For many centuries the people believed the legend that their hero had not died in Palestine; but they pointed to the mouth of a great cavern on the frowning heights of the Kyfhäuser mountain, where he was said to be surrounded by his knights in an enchanted sleep; waiting the hour when he should awaken and descend with his Crusaders, to bring back a golden age of peace and unity to Germany!

CHAPTER VI.

There are three conditions in national life of which all nations more or less partake. One is where the elements combine with a tendency toward organic development; another, where these elements fall apart with a tendency toward disintegration; and still another, where all processes, constructive and destructive, are arrested as in a crystal. The United States, the Ottoman Empire, and China illustrate these three conditions to-day.

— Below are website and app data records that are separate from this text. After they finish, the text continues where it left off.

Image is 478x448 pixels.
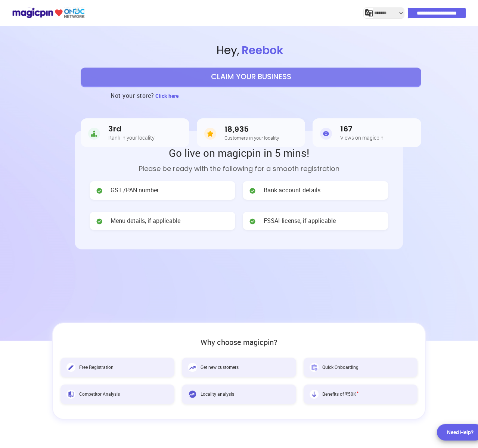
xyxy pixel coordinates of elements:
img: Locality analysis [188,390,197,399]
span: Bank account details [263,186,320,195]
span: Get new customers [201,364,238,370]
img: check [249,187,256,195]
span: Menu details, if applicable [110,217,180,225]
img: Views [320,126,332,141]
img: Free Registration [66,363,76,372]
img: check [249,217,256,225]
h3: 167 [340,125,384,133]
button: CLAIM YOUR BUSINESS [81,67,422,86]
h3: Not your store? [110,86,154,105]
span: Benefits of ₹50K [322,391,359,397]
img: Quick Onboarding [309,363,319,372]
img: ondc-logo-new-small.8a59708e.svg [12,6,85,19]
img: j2MGCQAAAABJRU5ErkJggg== [365,9,373,17]
h5: Customers in your locality [224,135,279,141]
img: Rank [88,126,100,141]
span: Reebok [240,42,286,58]
h5: Views on magicpin [340,135,384,141]
span: Competitor Analysis [79,391,120,397]
p: Please be ready with the following for a smooth registration [90,163,388,174]
span: Hey , [24,42,478,59]
div: Need Help? [447,428,473,436]
h5: Rank in your locality [108,135,155,141]
span: Locality analysis [201,391,234,397]
span: Quick Onboarding [322,364,359,370]
span: Free Registration [79,364,113,370]
h3: 3rd [108,125,155,133]
span: Click here [155,92,179,99]
img: Customers [204,126,216,141]
img: check [95,217,103,225]
img: check [95,187,103,195]
img: Benefits of ₹50K [309,390,319,399]
h2: Go live on magicpin in 5 mins! [90,146,388,160]
h2: Why choose magicpin? [60,338,418,346]
img: Get new customers [188,363,197,372]
img: Competitor Analysis [66,390,76,399]
h3: 18,935 [224,125,279,134]
span: FSSAI license, if applicable [263,217,336,225]
span: GST /PAN number [110,186,159,195]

The Teuton, who had been such a powerful element in renovating other European nations, had thus far seemed incapable of consolidating his own national life when left to himself. The tendency was steadily toward disintegration rather than growth.

This was not alone because the strength of the Teutonic kingdom was wasted in pursuit of that glittering toy bestowed by the Pope; but on account of internal strifes and rivalries which employed the hostile schemes of the Roman Pontiff for their own ends and purposes.

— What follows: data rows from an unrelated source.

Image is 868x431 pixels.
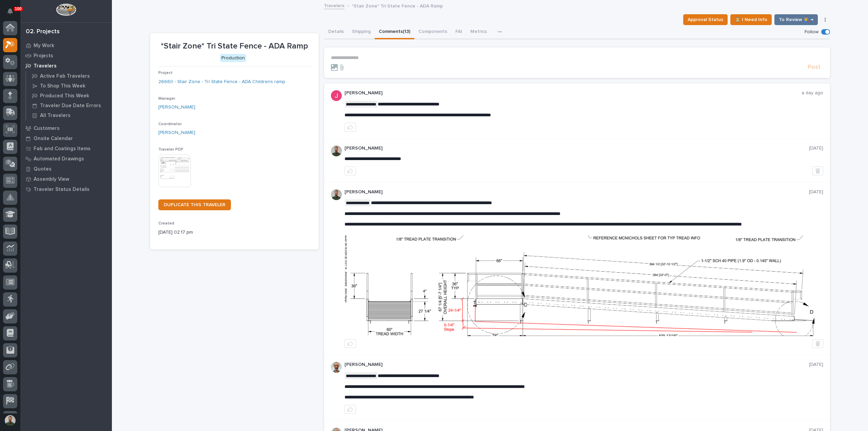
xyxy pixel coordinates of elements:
[33,136,73,142] p: Onsite Calendar
[3,413,18,427] button: users-avatar
[159,221,174,225] span: Created
[40,83,85,89] p: To Shop This Week
[345,145,809,151] p: [PERSON_NAME]
[26,81,112,91] a: To Shop This Week
[33,146,91,152] p: Fab and Coatings Items
[33,43,54,49] p: My Work
[20,143,112,153] a: Fab and Coatings Items
[33,53,53,59] p: Projects
[26,28,60,36] div: 02. Projects
[20,40,112,50] a: My Work
[159,129,195,136] a: [PERSON_NAME]
[324,1,345,9] a: Travelers
[20,61,112,71] a: Travelers
[331,145,342,156] img: AATXAJw4slNr5ea0WduZQVIpKGhdapBAGQ9xVsOeEvl5=s96-c
[40,73,90,80] p: Active Fab Travelers
[331,90,342,101] img: ACg8ocI-SXp0KwvcdjE4ZoRMyLsZRSgZqnEZt9q_hAaElEsh-D-asw=s96-c
[40,93,89,99] p: Produced This Week
[20,50,112,61] a: Projects
[801,90,823,96] p: a day ago
[688,16,723,24] span: Approval Status
[809,189,823,195] p: [DATE]
[159,122,181,126] span: Coordinator
[683,14,728,25] button: Approval Status
[3,4,18,18] button: Notifications
[33,125,60,132] p: Customers
[159,148,183,152] span: Traveler PDF
[805,63,823,71] button: Post
[26,71,112,81] a: Active Fab Travelers
[345,123,356,132] button: like this post
[345,339,356,348] button: like this post
[20,153,112,164] a: Automated Drawings
[451,25,466,39] button: FAI
[414,25,451,39] button: Components
[159,229,311,236] p: [DATE] 02:17 pm
[56,4,76,16] img: Workspace Logo
[33,166,52,172] p: Quotes
[20,134,112,143] a: Onsite Calendar
[26,101,112,110] a: Traveler Due Date Errors
[331,362,342,373] img: AOh14GhUnP333BqRmXh-vZ-TpYZQaFVsuOFmGre8SRZf2A=s96-c
[20,164,112,174] a: Quotes
[324,25,348,39] button: Details
[159,200,231,210] a: DUPLICATE THIS TRAVELER
[8,8,18,19] div: Notifications100
[735,16,767,24] span: ⏳ I Need Info
[33,187,90,193] p: Traveler Status Details
[809,145,823,151] p: [DATE]
[159,42,311,51] p: *Stair Zone* Tri State Fence - ADA Ramp
[159,97,175,101] span: Manager
[33,156,84,162] p: Automated Drawings
[730,14,771,25] button: ⏳ I Need Info
[33,176,69,183] p: Assembly View
[15,6,22,11] p: 100
[345,90,801,96] p: [PERSON_NAME]
[345,189,809,195] p: [PERSON_NAME]
[33,63,57,69] p: Travelers
[805,29,818,35] p: Follow
[159,78,285,85] a: 26660 - Stair Zone - Tri State Fence - ADA Childrens ramp
[164,203,225,207] span: DUPLICATE THIS TRAVELER
[345,405,356,414] button: like this post
[812,339,823,348] button: Delete post
[331,189,342,200] img: AATXAJw4slNr5ea0WduZQVIpKGhdapBAGQ9xVsOeEvl5=s96-c
[348,25,375,39] button: Shipping
[466,25,491,39] button: Metrics
[20,174,112,184] a: Assembly View
[220,54,246,63] div: Production
[375,25,414,39] button: Comments (13)
[20,184,112,194] a: Traveler Status Details
[812,166,823,175] button: Delete post
[345,362,809,368] p: [PERSON_NAME]
[40,112,70,119] p: All Travelers
[779,16,814,24] span: To Review 👨‍🏭 →
[774,14,818,25] button: To Review 👨‍🏭 →
[809,362,823,368] p: [DATE]
[159,104,195,111] a: [PERSON_NAME]
[26,91,112,100] a: Produced This Week
[345,166,356,175] button: like this post
[159,71,173,75] span: Project
[40,103,101,109] p: Traveler Due Date Errors
[352,2,442,9] p: *Stair Zone* Tri State Fence - ADA Ramp
[20,123,112,134] a: Customers
[26,111,112,120] a: All Travelers
[808,63,821,71] span: Post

The rivalry with the Pope, in itself a destructive element, was made still more destructive when it was thus used by disaffected dukes as a means of annoying and circumventing Emperors whom they disliked.

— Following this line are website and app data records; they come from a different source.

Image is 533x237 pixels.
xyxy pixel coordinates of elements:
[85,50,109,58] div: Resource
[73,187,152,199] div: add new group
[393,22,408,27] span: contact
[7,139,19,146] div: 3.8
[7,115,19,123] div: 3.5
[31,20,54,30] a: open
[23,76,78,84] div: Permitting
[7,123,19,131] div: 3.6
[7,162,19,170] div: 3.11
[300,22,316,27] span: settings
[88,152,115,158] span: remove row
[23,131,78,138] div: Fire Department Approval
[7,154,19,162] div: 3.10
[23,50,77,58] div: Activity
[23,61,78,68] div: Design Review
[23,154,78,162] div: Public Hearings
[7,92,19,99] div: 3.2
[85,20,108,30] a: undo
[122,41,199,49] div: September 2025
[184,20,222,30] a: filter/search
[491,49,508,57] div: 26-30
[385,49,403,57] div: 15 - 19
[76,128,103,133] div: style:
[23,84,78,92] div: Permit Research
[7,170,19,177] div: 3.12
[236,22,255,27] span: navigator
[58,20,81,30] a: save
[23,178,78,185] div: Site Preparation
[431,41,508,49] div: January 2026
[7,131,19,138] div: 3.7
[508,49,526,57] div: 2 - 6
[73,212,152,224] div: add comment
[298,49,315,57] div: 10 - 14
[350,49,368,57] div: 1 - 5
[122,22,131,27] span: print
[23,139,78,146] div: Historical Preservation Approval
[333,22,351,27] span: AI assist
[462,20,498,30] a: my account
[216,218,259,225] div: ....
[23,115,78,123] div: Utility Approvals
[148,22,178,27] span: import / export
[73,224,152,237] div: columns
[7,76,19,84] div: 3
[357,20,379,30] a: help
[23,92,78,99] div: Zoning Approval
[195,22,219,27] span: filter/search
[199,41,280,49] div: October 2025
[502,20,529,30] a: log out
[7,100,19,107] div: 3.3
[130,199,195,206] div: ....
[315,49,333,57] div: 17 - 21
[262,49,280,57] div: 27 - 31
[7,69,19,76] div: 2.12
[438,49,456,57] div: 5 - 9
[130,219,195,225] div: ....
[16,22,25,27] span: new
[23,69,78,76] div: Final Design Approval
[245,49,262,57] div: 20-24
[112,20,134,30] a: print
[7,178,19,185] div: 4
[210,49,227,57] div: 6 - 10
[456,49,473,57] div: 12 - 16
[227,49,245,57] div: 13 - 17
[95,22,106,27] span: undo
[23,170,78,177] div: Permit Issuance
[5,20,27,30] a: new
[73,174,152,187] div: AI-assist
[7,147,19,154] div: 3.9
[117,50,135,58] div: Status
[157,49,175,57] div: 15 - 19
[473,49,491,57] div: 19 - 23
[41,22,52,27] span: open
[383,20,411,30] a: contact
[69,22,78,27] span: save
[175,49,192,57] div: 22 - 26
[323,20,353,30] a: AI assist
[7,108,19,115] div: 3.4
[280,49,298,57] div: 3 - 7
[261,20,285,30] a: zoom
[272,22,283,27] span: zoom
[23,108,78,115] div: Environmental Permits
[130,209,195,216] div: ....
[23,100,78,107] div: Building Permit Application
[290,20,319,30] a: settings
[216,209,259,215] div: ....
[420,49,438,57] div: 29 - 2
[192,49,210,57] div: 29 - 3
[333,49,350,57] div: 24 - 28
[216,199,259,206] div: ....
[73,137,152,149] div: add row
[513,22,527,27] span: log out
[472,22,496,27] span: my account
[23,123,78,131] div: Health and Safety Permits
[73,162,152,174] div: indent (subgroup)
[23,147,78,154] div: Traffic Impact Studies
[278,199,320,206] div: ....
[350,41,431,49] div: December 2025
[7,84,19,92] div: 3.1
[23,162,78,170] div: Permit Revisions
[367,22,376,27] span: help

A Frederick Barbarossa might arrest these processes for a time. But one century later the ruin was complete.

Frederick II., the last of the Hohenstaufens, died, leaving an empty throne and a broken and shattered empire. It was destined to rise again and to wear the name and trappings of its former greatness, but, crippled and degraded, to be in reality a mere shadow and semblance of what it had once aspired to be—the head of the world.

A period of twenty years then followed, known as the "Great Interregnum." A time when there was no King nor Emperor; when robbery and brigandage became the employment of needy knights, and when great barons made war upon and waylaid each other on the highways.